Biotech boom or bust

These are heady days for the biotechnology industry. Billions of dollars continue to pour into biotech companies even as most are yet to turn a single cent of profit. And stimulated by the combined intersection of the Sacramento region’s agricultural resources and the research university campus of UC Davis, the local biotech stakes are high and getting higher.

The enhanced capacities to read and manipulate the genetic material of any living organism, from the smallest microbe to Shaquille O’Neal, is driving innovative research and development efforts in the region’s public and private sectors. Indeed, so much money is expected to be made in biotechnology that the distinction between private and public has virtually disappeared, as UC Davis, like its academic counterparts everywhere, seeks to lock down royalties and licensing fees for its biotech discoveries.

But however narrowed the difference between the public and private sector becomes, the distinction remains vitally important in what we can and should properly demand from a University of California. In the midst of increasing direct participation of our most vital public research institution and its scientists with the dreams of joining the ranks of the “Molecular Millionaires,” there is a growing need to clarify principles and programs that may serve as balancing and corrective counter forces.

One principle that could serve to protect the integrity of the university and its researchers is “transparency”: whatever involvements the university or its employees have with the private sector should be openly acknowledged and easily accessible to the public. Currently, no one knows what deals UC Davis has with the private sector, nor what financial holdings its research scientists are in part driven by. Our UC professors and campuses no longer operate in a nonprofit world. But that fact should not usher in an era of secret dealings that undermine the university’s self-proclaimed public service mission. No commercial partner is worth the tradeoff of integrity of the university’s basic research.

Such financial openness will find an environment of stronger support if UC Davis deepens its commitment to a bioethics program, fully exploring the legal, social and ethical implications of biotechnology. The campus has an opportunity to develop the richest bioethics program for agricultural sciences anywhere in the world. But so far a bioethics program seems to be an opportunity that has mostly languished.

No one wants to stand in the way of the development of the therapies and cures to address the terrible diseases that ravage plants, animals and humans. But the unmonitored distortion of our public research commitments threatens to turn our biotech boom into a bioethical bust.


### Task prompt
Only a number is expected in reply: the number of lines below that include the word "title".

### The data

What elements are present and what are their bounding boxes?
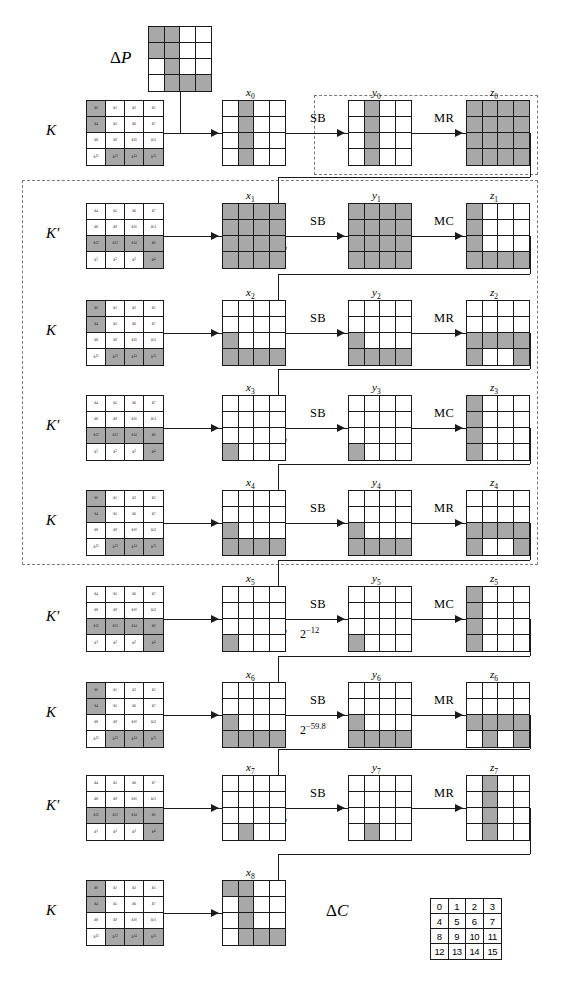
difference-glyph xyxy=(239,881,254,896)
difference-glyph xyxy=(396,252,412,268)
difference-glyph xyxy=(467,539,482,555)
difference-glyph xyxy=(349,220,364,235)
difference-glyph xyxy=(349,349,364,365)
state-cell-2 xyxy=(254,204,270,220)
state-cell-3 xyxy=(396,587,412,603)
state-cell-7 xyxy=(514,317,530,333)
state-cell-3 xyxy=(514,587,530,603)
feedback-down-4 xyxy=(530,523,531,560)
state-cell-8 xyxy=(223,619,239,635)
state-cell-11 xyxy=(270,913,286,929)
state-cell-7 xyxy=(270,699,286,715)
state-cell-7 xyxy=(396,117,412,133)
delta-c-label: ΔC xyxy=(326,901,348,921)
difference-glyph xyxy=(239,731,254,747)
difference-glyph xyxy=(483,117,498,132)
state-cell-8 xyxy=(467,808,483,824)
state-cell-11 xyxy=(514,619,530,635)
state-cell-14 xyxy=(254,635,270,651)
state-cell-10 xyxy=(254,428,270,444)
state-cell-13 xyxy=(483,539,499,555)
state-cell-6 xyxy=(498,507,514,523)
state-cell-12 xyxy=(223,539,239,555)
arrow-to-x-0 xyxy=(211,129,219,137)
state-cell-2 xyxy=(380,776,396,792)
state-cell-15 xyxy=(396,349,412,365)
state-label-z4: z4 xyxy=(490,476,498,491)
state-cell-10 xyxy=(254,913,270,929)
key-cell-6: k10 xyxy=(125,220,144,236)
state-cell-12 xyxy=(349,731,365,747)
state-cell-6 xyxy=(380,699,396,715)
key-cell-11: k11 xyxy=(144,715,163,731)
state-cell-5 xyxy=(365,117,381,133)
state-cell-6 xyxy=(498,603,514,619)
state-cell-12 xyxy=(467,824,483,840)
state-cell-11 xyxy=(514,236,530,252)
sbox-label-round-5: SB xyxy=(310,597,326,612)
state-cell-7 xyxy=(396,317,412,333)
key-cell-10: k14 xyxy=(125,428,144,444)
difference-glyph xyxy=(467,349,482,365)
state-cell-8 xyxy=(349,333,365,349)
state-cell-15 xyxy=(396,635,412,651)
difference-glyph xyxy=(498,523,513,538)
state-cell-3 xyxy=(396,491,412,507)
state-cell-9 xyxy=(483,715,499,731)
state-cell-7 xyxy=(514,699,530,715)
difference-glyph xyxy=(254,929,269,945)
difference-glyph xyxy=(467,523,482,538)
state-cell-2 xyxy=(380,683,396,699)
state-cell-5 xyxy=(365,412,381,428)
difference-glyph xyxy=(396,236,412,251)
difference-glyph xyxy=(483,808,498,823)
difference-glyph xyxy=(380,539,395,555)
state-cell-2 xyxy=(498,204,514,220)
state-grid-y3 xyxy=(348,395,412,461)
state-grid-z5 xyxy=(466,586,530,652)
state-cell-9 xyxy=(239,808,255,824)
difference-glyph xyxy=(380,236,395,251)
difference-glyph xyxy=(254,236,269,251)
state-label-x3: x3 xyxy=(246,381,255,396)
state-cell-13 xyxy=(483,731,499,747)
state-cell-6 xyxy=(380,317,396,333)
key-label-round-4: K xyxy=(46,512,56,529)
state-cell-2 xyxy=(498,301,514,317)
difference-glyph xyxy=(514,349,530,365)
state-cell-13 xyxy=(239,349,255,365)
state-cell-11 xyxy=(396,133,412,149)
key-cell-0: k0 xyxy=(87,101,106,117)
state-cell-4 xyxy=(349,699,365,715)
difference-glyph xyxy=(270,731,286,747)
key-cell-13: k2 xyxy=(106,444,125,460)
state-cell-15 xyxy=(270,149,286,165)
state-grid-x6 xyxy=(222,682,286,748)
state-cell-9 xyxy=(365,619,381,635)
state-cell-0 xyxy=(349,491,365,507)
state-cell-5 xyxy=(239,699,255,715)
state-cell-11 xyxy=(396,428,412,444)
state-cell-14 xyxy=(498,824,514,840)
state-cell-8 xyxy=(223,808,239,824)
state-cell-0 xyxy=(467,101,483,117)
state-cell-13 xyxy=(365,252,381,268)
difference-glyph xyxy=(380,731,395,747)
state-cell-0 xyxy=(349,101,365,117)
state-label-x4: x4 xyxy=(246,476,255,491)
state-cell-5 xyxy=(239,220,255,236)
state-grid-y4 xyxy=(348,490,412,556)
state-cell-10 xyxy=(380,333,396,349)
key-cell-8: k12 xyxy=(87,808,106,824)
key-cell-15: k4 xyxy=(144,635,163,651)
state-cell-13 xyxy=(365,349,381,365)
probability-label-round-6: 2−59.8 xyxy=(300,721,326,738)
key-cell-10: k10 xyxy=(125,333,144,349)
key-grid-round-6: k0k1k2k3k4k5k6k7k8k9k10k11k12k13k14k15 xyxy=(86,682,164,748)
legend-cell-9: 9 xyxy=(449,929,467,944)
difference-glyph xyxy=(349,731,364,747)
state-cell-3 xyxy=(396,204,412,220)
state-cell-12 xyxy=(467,635,483,651)
state-cell-13 xyxy=(365,149,381,165)
arrow-to-y-4 xyxy=(337,519,345,527)
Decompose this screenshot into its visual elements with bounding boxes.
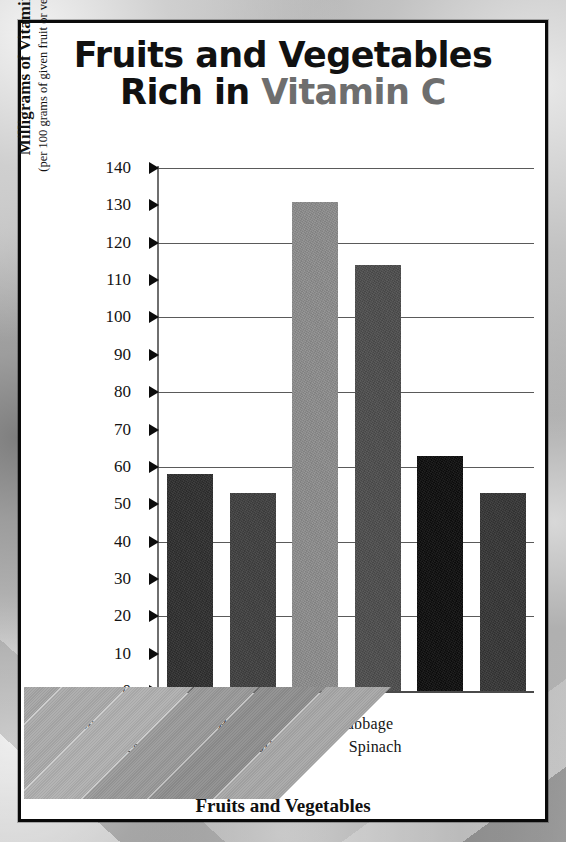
y-tick-arrow-icon	[149, 386, 159, 398]
chart-area: Milligrams of Vitamin C (per 100 grams o…	[21, 23, 545, 819]
plot-region: 1401301201101009080706050403020100	[139, 166, 534, 693]
y-tick-arrow-icon	[149, 573, 159, 585]
bar-fill	[417, 456, 463, 691]
y-tick-label: 80	[114, 382, 131, 402]
y-tick-label: 90	[114, 345, 131, 365]
y-tick-arrow-icon	[149, 424, 159, 436]
bar-fill	[230, 493, 276, 691]
bar-broccoli[interactable]	[355, 265, 401, 691]
y-axis-title: Milligrams of Vitamin C (per 100 grams o…	[15, 0, 51, 245]
y-axis-title-sub: (per 100 grams of given fruit or vegetab…	[36, 0, 51, 245]
bar-fill	[167, 474, 213, 691]
y-tick-arrow-icon	[149, 536, 159, 548]
y-tick-label: 40	[114, 532, 131, 552]
y-tick-arrow-icon	[149, 461, 159, 473]
y-tick-label: 50	[114, 494, 131, 514]
y-tick-arrow-icon	[149, 162, 159, 174]
y-tick-label: 30	[114, 569, 131, 589]
bar-fill	[480, 493, 526, 691]
y-tick-arrow-icon	[149, 274, 159, 286]
y-tick-label: 70	[114, 420, 131, 440]
bar-spinach[interactable]	[480, 493, 526, 691]
y-tick-arrow-icon	[149, 199, 159, 211]
chart-card: Fruits and Vegetables Rich in Vitamin C …	[18, 20, 548, 822]
y-tick-arrow-icon	[149, 349, 159, 361]
y-tick-label: 100	[106, 307, 132, 327]
y-tick-arrow-icon	[149, 610, 159, 622]
x-axis-category-labels: StrawberriesOrangesGreen PeppersBroccoli…	[24, 687, 548, 799]
bar-green-peppers[interactable]	[292, 202, 338, 691]
bar-series	[159, 166, 534, 691]
x-tick-label-spinach: Spinach	[349, 738, 402, 756]
poster: Fruits and Vegetables Rich in Vitamin C …	[0, 0, 566, 842]
y-tick-label: 10	[114, 644, 131, 664]
y-tick-label: 110	[106, 270, 131, 290]
y-tick-label: 20	[114, 606, 131, 626]
bar-fill	[355, 265, 401, 691]
y-tick-arrow-icon	[149, 311, 159, 323]
bar-fill	[292, 202, 338, 691]
y-tick-arrow-icon	[149, 648, 159, 660]
y-tick-label: 60	[114, 457, 131, 477]
x-axis-title: Fruits and Vegetables	[21, 795, 545, 817]
bar-strawberries[interactable]	[167, 474, 213, 691]
y-tick-label: 130	[106, 195, 132, 215]
y-tick-label: 120	[106, 233, 132, 253]
bar-oranges[interactable]	[230, 493, 276, 691]
y-axis-title-main: Milligrams of Vitamin C	[15, 0, 35, 245]
y-tick-arrow-icon	[149, 237, 159, 249]
y-tick-arrow-icon	[149, 498, 159, 510]
y-tick-label: 140	[106, 158, 132, 178]
bar-red-cabbage[interactable]	[417, 456, 463, 691]
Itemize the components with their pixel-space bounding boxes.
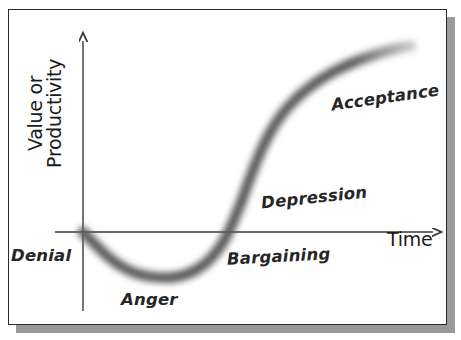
y-axis-label-line2: Productivity bbox=[45, 38, 64, 188]
curve-path bbox=[83, 46, 411, 278]
annotation-anger: Anger bbox=[121, 290, 178, 309]
annotation-denial: Denial bbox=[11, 246, 71, 265]
x-axis-label: Time bbox=[387, 228, 432, 250]
plot-area: Value or Productivity Time Denial Anger … bbox=[9, 10, 446, 324]
change-curve-figure: Value or Productivity Time Denial Anger … bbox=[0, 0, 461, 340]
change-curve bbox=[9, 10, 447, 325]
y-axis-label: Value or Productivity bbox=[26, 38, 65, 188]
chart-frame: Value or Productivity Time Denial Anger … bbox=[8, 9, 447, 325]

### Task result
4